International press release
Scottish Water sells part of ancient family Estate Policy Ground in the National Interest.
In the year 1058 Queen Margaret established an early Christian church dedicated to the Archangel Saint Michel on a hill “caer” site in Clydesdale and within 200 years the people of our district became “Caer-michels” or “de Carmichael”.
My family have been established here since 1292 and probably earlier. After the Independence struggle we were rewarded by King Robert The Bruce, through The Good Sir James Douglas for services at Bannockburn with a Barony land grant, and I remain today the 26th Baron of those lands and indeed 30th Chief of the name. Throughout history the Baron kept the king’s peace in the district and looked after the people of the district, including ensuring there was water in their wells and food in winter with fresh meat from his dovecot.
In 1750 The Third Earl of Hyndford was ambassador to Prussia for King George and Great Britain and invested considerable sums in landscaping the Policies at the core of the Barony ancient lands. As can be seen on the attached 18th Century plan this project included Bannockburn “shiltron” roundels and Union Jack ditches and plantations to represent both sides of our Scotland origin and UK present reality. This certainly demonstrates that he was a great diplomat in a debate that is current today.
In 1944 The British Parliament passed The Rural Water Supplies & Sewerage Act, which provided Councils with public funds for improving rural water supplies for schools and community, and in 1957 my Cousin, the 25th Baron, sold “in consideration of the price of One Pound Sterling” various sites including a 121 sq m tank site, within the landscaped Policy boundaries and yards from the westernmost shiltron roundels. The disposition was “in favour of the said The County Council of the County of Lanark and their successors as such authority according to the true intent and meaning of the said Act and to their assignees whomsoever heritably and irredeemably”. There was no provision in either the 1944 Act or the 1957 disposition for redundant sites to be returned to original owners. However it is probable that “the true intent and meaning” of the 1944 Act, in persuading the historic land proprietor to part with a number of sites for a pound, anticipated the sites would be restored and returned when no longer required. Throughout my 35 years at Carmichael the tank site known as the Carmichael Crossridge Service Reservoir has been in constant use for farms and houses at Crossridge, Newside and Bowhouse. Indeed until recently water board employees regularly visited my office and even in early 2015 the community thought the tank was still in use and it is clearly still signed as such. The boundary fence is broken and various metal hatches and pipes litter the farm ground outside the site. Clearly no attempt at cleaning up the site ready for sale has been made.
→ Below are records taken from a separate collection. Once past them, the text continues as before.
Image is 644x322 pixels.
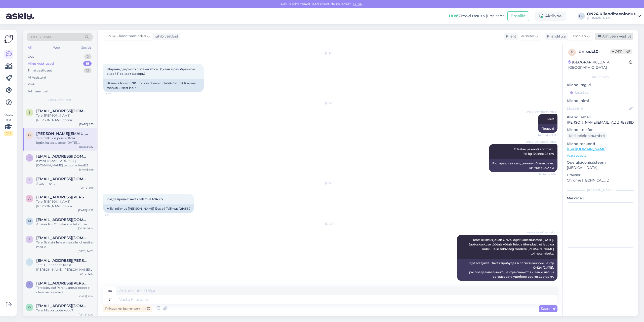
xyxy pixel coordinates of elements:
[48,98,71,102] span: Minu vestlused
[29,111,31,114] span: s
[80,186,93,189] div: [DATE] 9:16
[103,221,558,226] div: [DATE]
[36,177,89,181] span: 4rewka@gmail.com
[36,218,89,222] span: maarika_voltri@hotmail.com
[567,98,634,104] p: Kliendi nimi
[567,75,634,79] div: Kliendi info
[36,195,89,199] span: annika.koss@mainorulemiste.ee
[28,54,34,59] div: Uus
[567,132,608,139] div: Küsi telefoninumbrit
[36,308,93,312] div: Tere! Mis on toote kood?
[108,295,112,304] div: et
[538,124,558,133] div: Привет!
[469,238,555,255] span: Tere! Tellimus jõuab ON24 logistikakeskusesse [DATE]. Jaotuskeskuse töötaja võtab Teiega ühendust...
[449,13,506,19] div: Proovi tasuta juba täna:
[103,305,152,312] div: Privaatne kommentaar
[449,13,459,18] b: Uus!
[103,181,558,185] div: [DATE]
[567,141,634,147] p: Klienditeekond
[28,196,31,200] span: a
[457,259,558,281] div: Здравствуйте! Заказ прибудет в логистический центр ON24 [DATE]. распределительного центра свяжетс...
[79,122,93,126] div: [DATE] 9:35
[36,222,93,227] div: Arusaadav. Tühistasime tellimuse.
[526,110,556,114] span: ON24 Klienditeenindus
[36,109,89,113] span: sandraleisson@gmail.com
[28,219,31,223] span: m
[520,34,534,39] span: Russian
[514,147,554,156] span: Edastan pakendi andmed: 68 kg 170x98x92 cm
[36,154,89,159] span: roufina@mail.ru
[571,34,586,39] span: Estonian
[568,59,629,70] div: [GEOGRAPHIC_DATA], [GEOGRAPHIC_DATA]
[504,34,516,39] div: Klient
[489,159,558,172] div: Я отправляю вам данные об упаковке: кг 170x98x92 см
[567,172,634,178] p: Brauser
[535,12,566,21] div: Aktiivne
[507,12,529,21] button: Emailid
[4,34,13,44] img: Askly Logo
[27,44,33,51] div: All
[36,131,89,136] span: olga.boltovskaja@gmail.com
[153,34,178,39] div: juhib vestlust
[567,188,634,193] div: [PERSON_NAME]
[526,230,556,234] span: ON24 Klienditeenindus
[541,306,555,310] span: Saada
[28,82,35,87] div: Kõik
[567,82,634,88] p: Kliendi tag'id
[84,54,92,59] div: 0
[79,294,93,298] div: [DATE] 12:14
[105,34,146,39] span: ON24 Klienditeenindus
[103,101,558,105] div: [DATE]
[579,48,610,55] div: # nrudct0i
[537,281,556,285] span: 9:32
[547,117,554,121] span: Tere!
[31,34,51,40] span: Otsi kliente
[352,2,363,6] span: Luba
[103,79,204,92] div: Ukseava laius on 70 cm. Kas diivan on lahtivõetud? Kas see mahub uksest läbi?
[78,249,93,253] div: [DATE] 14:20
[79,145,93,149] div: [DATE] 9:32
[103,204,194,213] div: Millal tellimus [PERSON_NAME] jõuab? Tellimus 1214587
[526,140,556,144] span: ON24 Klienditeenindus
[4,113,13,136] div: Vaata siia
[107,67,196,76] span: Ширина дверного проема 70 см. Диван в разобранном виде? Пройдет в дверь?
[36,199,93,208] div: Tere! [PERSON_NAME] [PERSON_NAME] teada.
[567,196,634,201] p: Märkmed
[29,237,30,241] span: i
[28,68,52,73] div: Tiimi vestlused
[79,168,93,172] div: [DATE] 9:28
[28,75,46,80] div: AI Assistent
[567,178,634,183] p: Chrome [TECHNICAL_ID]
[567,160,634,165] p: Operatsioonisüsteem
[36,113,93,122] div: Tere! [PERSON_NAME] [PERSON_NAME] teada.
[545,34,566,39] div: Klienditugi
[36,281,89,285] span: fctrans.oleg@gmail.com
[567,147,606,151] a: [URL][DOMAIN_NAME]
[79,312,93,316] div: [DATE] 12:13
[36,285,93,294] div: Tere päevast! Paraku antud toode ei ole enam saadaval.
[36,235,89,240] span: info@on24.ee
[78,227,93,230] div: [DATE] 16:24
[108,287,112,295] div: ru
[567,120,634,125] p: [PERSON_NAME][EMAIL_ADDRESS][DOMAIN_NAME]
[83,61,92,66] div: 18
[567,106,628,111] input: Lisa nimi
[595,33,633,40] div: Arhiveeri vestlus
[587,12,641,20] a: ON24 Klienditeenindus[DOMAIN_NAME]
[28,260,31,264] span: k
[104,213,124,217] span: 7:41
[537,133,556,137] span: Nähtud ✓ 9:13
[103,51,558,56] div: [DATE]
[567,153,634,158] p: Vaata edasi ...
[28,89,48,94] div: Arhiveeritud
[567,127,634,132] p: Kliendi telefon
[28,156,31,160] span: r
[28,61,54,66] div: Minu vestlused
[567,165,634,170] p: [MEDICAL_DATA]
[80,44,92,51] div: Socials
[83,68,92,73] div: 12
[587,12,635,16] div: ON24 Klienditeenindus
[52,44,61,51] div: Web
[28,283,31,287] span: f
[567,115,634,120] p: Kliendi email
On 25 February Scottish Water as successors to Lanark County Council and West of Scotland Water sold the tank site at SVA Auctions in Edinburgh for £2100 as lot 30. Although I am a client at SVA Auctions, and although Scottish Water are familiar with my office and ownership of the ground that surrounds the tank site, no attempt was made to inform me or anyone in the district of the proposed sale. As can be seen in this picture a small SVA auction sale sign was placed on the site, which is barely visible or readable from the public road, and was not spotted even by neighbours who pass every day, until March 8th. This being the date I first became aware of the sale, although adverts were apparently placed in newspapers as far away as John O Groats around February 17th, no press advert was placed in our local Lanark Gazette or The Glasgow Herald, the newspapers read by most people in our district.
Last year Clan Carmichael celebrated the 700 anniversary of the battle of Bannockburn with some 45 clan members from six different countries returning to their clan lands for Homecoming 2014. The attached pictures were taken with, then First Minister, Alec Salmond at Bannockburn field. The realisation that there would have been no Clan lands at the source of our name without the Barony grant after that battle, was sufficient incentive to bring the descendants of our forefathers home from as far away as New Zealand.
I had asked Scottish Water to reconsider their sale of this lot before
completion, to the as yet still unknown purchaser, but was advised in a letter dated 23 March by Tom Axford, Head of Legal, that it could not be stopped as a binding contract is in place between Scottish Water and the purchaser.
Since the 1944 Act, watersupplies have been devolved to the Scottish Parliament and the Scottish Ministers, and if this sale is truly in the national interest I would be very surprised. It is an injustice and an affront to our global Clan Carmichael heritage. It is an insult and a demonstration of gross ingratitude for the services provided by successive Carmichael Barons to improve water for our rural community, and is against everything the current SNP government has striven to achieve since gaining power at Holyrood in 2007. It demonstrates a disregard for our heritage landscape and sets an appalling precedent for government supported injustice by ignoring the “true meaning” of the 1944 Act.